In the magic phase, certain units can take special actions. This is intended as a catch-all for wizards, dragons, and the superhumanly skilled as well as for mundane but unusual mechanics. Currently, the only magic phase action is a horseman's second movement, which allows them to retreat before the next missile phase or advance to harass archers directly after killing the enemy's frontlines.

My next two major steps are to set up the buildings system and to significantly expand the variety of units available, including adding advancement and XP.

Currently, each province has some villages scattered about, as well as (sometimes) some towns, cities, or castles. Aside from generating income, these (except villages) provide defensive benefits. (As such, they are mostly concentrated on the left side of battlefields, since that is where the defenders begin.) I intend to allow factions to build more revenue-generating settlements, defensive fortifications, and special buildings with diverse benefits.

Additionally, I intend to do a lot of work on the current unit system. I need to figure out which units can be recruited by whom and how units can advance.

Advancement shouldn't be too tricky, but there are some thorns.

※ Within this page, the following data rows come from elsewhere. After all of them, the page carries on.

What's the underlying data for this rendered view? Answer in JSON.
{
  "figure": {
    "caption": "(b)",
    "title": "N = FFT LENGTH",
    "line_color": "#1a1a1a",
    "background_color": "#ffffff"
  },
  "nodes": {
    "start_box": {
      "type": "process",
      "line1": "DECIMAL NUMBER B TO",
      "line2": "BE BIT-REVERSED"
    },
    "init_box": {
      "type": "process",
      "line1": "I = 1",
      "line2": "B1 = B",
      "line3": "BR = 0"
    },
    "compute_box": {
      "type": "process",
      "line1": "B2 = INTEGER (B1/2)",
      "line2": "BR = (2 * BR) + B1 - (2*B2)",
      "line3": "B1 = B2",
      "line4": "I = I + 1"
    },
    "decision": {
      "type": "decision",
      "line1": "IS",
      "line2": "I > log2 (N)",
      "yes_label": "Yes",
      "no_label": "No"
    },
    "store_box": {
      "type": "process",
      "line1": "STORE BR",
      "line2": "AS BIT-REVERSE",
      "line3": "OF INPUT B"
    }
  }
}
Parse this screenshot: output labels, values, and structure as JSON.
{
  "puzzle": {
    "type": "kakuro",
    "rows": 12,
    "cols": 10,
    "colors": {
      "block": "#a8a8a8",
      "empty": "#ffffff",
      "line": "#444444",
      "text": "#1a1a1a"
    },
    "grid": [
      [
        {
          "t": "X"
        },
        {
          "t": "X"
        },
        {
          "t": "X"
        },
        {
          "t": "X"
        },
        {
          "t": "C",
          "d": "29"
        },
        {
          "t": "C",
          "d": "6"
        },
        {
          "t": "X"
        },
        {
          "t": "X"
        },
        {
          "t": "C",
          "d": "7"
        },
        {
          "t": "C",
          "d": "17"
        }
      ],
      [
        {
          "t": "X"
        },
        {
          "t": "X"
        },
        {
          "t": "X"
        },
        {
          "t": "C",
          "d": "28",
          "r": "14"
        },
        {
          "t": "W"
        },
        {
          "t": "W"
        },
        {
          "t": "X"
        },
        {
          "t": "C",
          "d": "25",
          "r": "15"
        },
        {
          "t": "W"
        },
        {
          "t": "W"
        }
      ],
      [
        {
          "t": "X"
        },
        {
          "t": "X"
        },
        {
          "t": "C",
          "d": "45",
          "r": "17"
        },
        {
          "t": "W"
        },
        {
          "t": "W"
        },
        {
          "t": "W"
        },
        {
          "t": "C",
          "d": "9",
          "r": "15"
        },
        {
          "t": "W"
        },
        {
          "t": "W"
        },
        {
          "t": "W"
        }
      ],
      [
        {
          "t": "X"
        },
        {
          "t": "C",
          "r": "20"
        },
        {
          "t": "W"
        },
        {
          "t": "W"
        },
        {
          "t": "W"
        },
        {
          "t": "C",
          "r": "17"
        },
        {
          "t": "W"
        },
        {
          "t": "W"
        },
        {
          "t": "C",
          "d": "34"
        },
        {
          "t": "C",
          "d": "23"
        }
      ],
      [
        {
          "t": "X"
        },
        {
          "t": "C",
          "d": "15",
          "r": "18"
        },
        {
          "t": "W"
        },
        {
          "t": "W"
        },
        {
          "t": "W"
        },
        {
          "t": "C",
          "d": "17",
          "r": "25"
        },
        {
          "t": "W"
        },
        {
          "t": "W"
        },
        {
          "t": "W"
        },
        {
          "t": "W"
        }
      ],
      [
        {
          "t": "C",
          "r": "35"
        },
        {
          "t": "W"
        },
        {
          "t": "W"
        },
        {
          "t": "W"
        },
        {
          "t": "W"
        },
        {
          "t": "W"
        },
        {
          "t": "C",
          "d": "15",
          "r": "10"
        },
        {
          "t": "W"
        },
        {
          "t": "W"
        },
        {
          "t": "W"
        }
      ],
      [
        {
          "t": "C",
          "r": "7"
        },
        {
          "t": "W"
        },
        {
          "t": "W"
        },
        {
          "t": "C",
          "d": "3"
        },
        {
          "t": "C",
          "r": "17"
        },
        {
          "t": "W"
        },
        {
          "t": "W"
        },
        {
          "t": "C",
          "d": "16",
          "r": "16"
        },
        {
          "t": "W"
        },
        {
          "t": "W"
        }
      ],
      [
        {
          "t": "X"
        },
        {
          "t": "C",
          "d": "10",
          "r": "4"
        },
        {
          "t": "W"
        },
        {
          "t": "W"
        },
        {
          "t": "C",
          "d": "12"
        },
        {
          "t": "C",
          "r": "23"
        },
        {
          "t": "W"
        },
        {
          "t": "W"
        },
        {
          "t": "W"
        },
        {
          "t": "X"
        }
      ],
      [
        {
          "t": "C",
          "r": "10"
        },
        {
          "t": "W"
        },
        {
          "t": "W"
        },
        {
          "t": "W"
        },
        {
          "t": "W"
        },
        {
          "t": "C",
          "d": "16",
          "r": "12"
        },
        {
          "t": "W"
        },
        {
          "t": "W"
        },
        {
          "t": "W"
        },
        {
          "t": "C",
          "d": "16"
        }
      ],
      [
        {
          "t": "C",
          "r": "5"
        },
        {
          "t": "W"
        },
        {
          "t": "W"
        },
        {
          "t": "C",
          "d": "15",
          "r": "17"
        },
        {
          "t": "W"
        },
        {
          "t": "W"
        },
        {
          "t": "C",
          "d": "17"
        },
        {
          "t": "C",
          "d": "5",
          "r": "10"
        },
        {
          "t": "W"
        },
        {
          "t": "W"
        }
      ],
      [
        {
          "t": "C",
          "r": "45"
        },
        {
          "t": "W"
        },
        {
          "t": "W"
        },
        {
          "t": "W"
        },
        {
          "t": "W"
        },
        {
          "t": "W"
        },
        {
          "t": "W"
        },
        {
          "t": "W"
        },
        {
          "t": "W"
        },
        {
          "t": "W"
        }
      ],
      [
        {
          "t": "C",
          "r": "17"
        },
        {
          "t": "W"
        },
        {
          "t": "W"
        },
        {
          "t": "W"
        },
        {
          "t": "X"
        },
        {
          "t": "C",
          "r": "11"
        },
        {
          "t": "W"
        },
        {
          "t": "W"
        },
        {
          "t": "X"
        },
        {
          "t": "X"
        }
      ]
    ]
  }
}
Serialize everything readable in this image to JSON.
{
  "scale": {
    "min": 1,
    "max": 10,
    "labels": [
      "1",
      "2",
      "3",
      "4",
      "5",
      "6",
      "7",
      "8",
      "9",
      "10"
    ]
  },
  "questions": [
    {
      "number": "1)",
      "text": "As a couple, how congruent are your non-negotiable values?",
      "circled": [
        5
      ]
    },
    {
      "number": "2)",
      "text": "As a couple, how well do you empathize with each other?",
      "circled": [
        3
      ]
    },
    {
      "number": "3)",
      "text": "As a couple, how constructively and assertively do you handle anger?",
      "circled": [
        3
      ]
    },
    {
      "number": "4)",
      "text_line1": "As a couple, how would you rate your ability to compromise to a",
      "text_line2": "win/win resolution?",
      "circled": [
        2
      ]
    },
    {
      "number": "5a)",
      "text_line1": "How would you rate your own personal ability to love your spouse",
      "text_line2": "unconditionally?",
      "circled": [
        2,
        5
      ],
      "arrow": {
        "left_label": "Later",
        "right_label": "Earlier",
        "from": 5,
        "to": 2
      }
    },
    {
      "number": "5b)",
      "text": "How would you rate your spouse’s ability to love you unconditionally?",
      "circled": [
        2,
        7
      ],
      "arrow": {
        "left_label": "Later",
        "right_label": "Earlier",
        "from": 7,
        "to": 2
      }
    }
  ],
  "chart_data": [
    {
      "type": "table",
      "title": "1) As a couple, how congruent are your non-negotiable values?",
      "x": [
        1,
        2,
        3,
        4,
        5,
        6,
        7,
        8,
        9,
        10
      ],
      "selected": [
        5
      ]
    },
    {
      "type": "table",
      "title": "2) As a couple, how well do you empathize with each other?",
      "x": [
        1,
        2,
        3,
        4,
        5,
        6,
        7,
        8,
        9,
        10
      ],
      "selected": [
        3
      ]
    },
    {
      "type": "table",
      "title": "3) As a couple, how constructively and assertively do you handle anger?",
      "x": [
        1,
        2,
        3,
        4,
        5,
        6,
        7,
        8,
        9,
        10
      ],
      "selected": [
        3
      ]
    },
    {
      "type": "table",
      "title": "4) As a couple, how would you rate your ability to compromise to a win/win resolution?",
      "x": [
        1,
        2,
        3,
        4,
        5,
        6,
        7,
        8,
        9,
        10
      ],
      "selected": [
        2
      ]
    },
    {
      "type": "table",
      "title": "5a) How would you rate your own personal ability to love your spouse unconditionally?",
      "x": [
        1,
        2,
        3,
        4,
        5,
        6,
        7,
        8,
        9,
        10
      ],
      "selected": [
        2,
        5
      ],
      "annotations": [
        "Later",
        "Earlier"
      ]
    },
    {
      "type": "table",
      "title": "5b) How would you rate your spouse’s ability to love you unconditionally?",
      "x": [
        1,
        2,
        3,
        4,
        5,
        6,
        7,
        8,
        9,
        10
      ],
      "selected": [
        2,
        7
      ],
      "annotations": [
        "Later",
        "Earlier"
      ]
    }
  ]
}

In Wesnoth, I find the minigame of tactically weakening enemies so that your shaman or whatever can get the final blow (and thus the valuable XP) extremely tedious. Currently, my plan is to randomly distribute 1XP for every enemy that fled or died in a skirmish. The randomness might be obnoxious, but I think it'll support a more diverse set of strategies and play-styles.

I'll outline my plan for what XP does too. Once units have a certain (low) amount of XP, they become a veteran unit, with slightly higher stats. Some unit types (e.g., mages, possibly) might advance to a new kind of unit (e.g., red mage, green mage, white mage) but most (or perhaps all) will not. At a significantly higher threshold, units will become elite. Most units will branch off at this point, though usually it will be possible to forgo specialisation (e.g., a cavalry might become a knight or simply an 'elite cavalry'). Then, units can, again at a much higher threshold, become champion/royal/supreme/paramount (not sure yet) units.

Other than that, the question is how to manage access to unit types. One idea is an actual culture system, where there are several different cultures to which a faction might belong, some human and some elvish or dwarvish or what-have-you. Perhaps some humans can recruit clerics, whereas others have access to more powerful mages, or assassins, or stranger units. How this would interact with bandits, elves, dwarves, or aimless peasant factions (tangentially, beginning as a random one-province village will be the hardest difficulty setting), I cannot say.

Alternatively or additionally, special units might be gated behind certain buildings (you must build a castle if you want knights, for instance, or a church for clerics) , procedurally-generated story threads (no idea, but it sounds cool), diplomacy (if you befriend the elves, they pronounce one of your heroes elf-friend, granting the ability to recruit their special units, or they send one of their heroes to you), special dungeon provinces (perhaps to gain necromancers, you must find a profane grimoire in a long-lost tomb).

So that's what I've made and what I'll make. Congratulations if you managed to 1) find this obscure devlog and 2) read it. I'd love to know whether anyone but me reads this, and any comments or ideas would be greatly appreciated!

I'll hopefully post more devlogs as I continue to work on Carpe Regnum.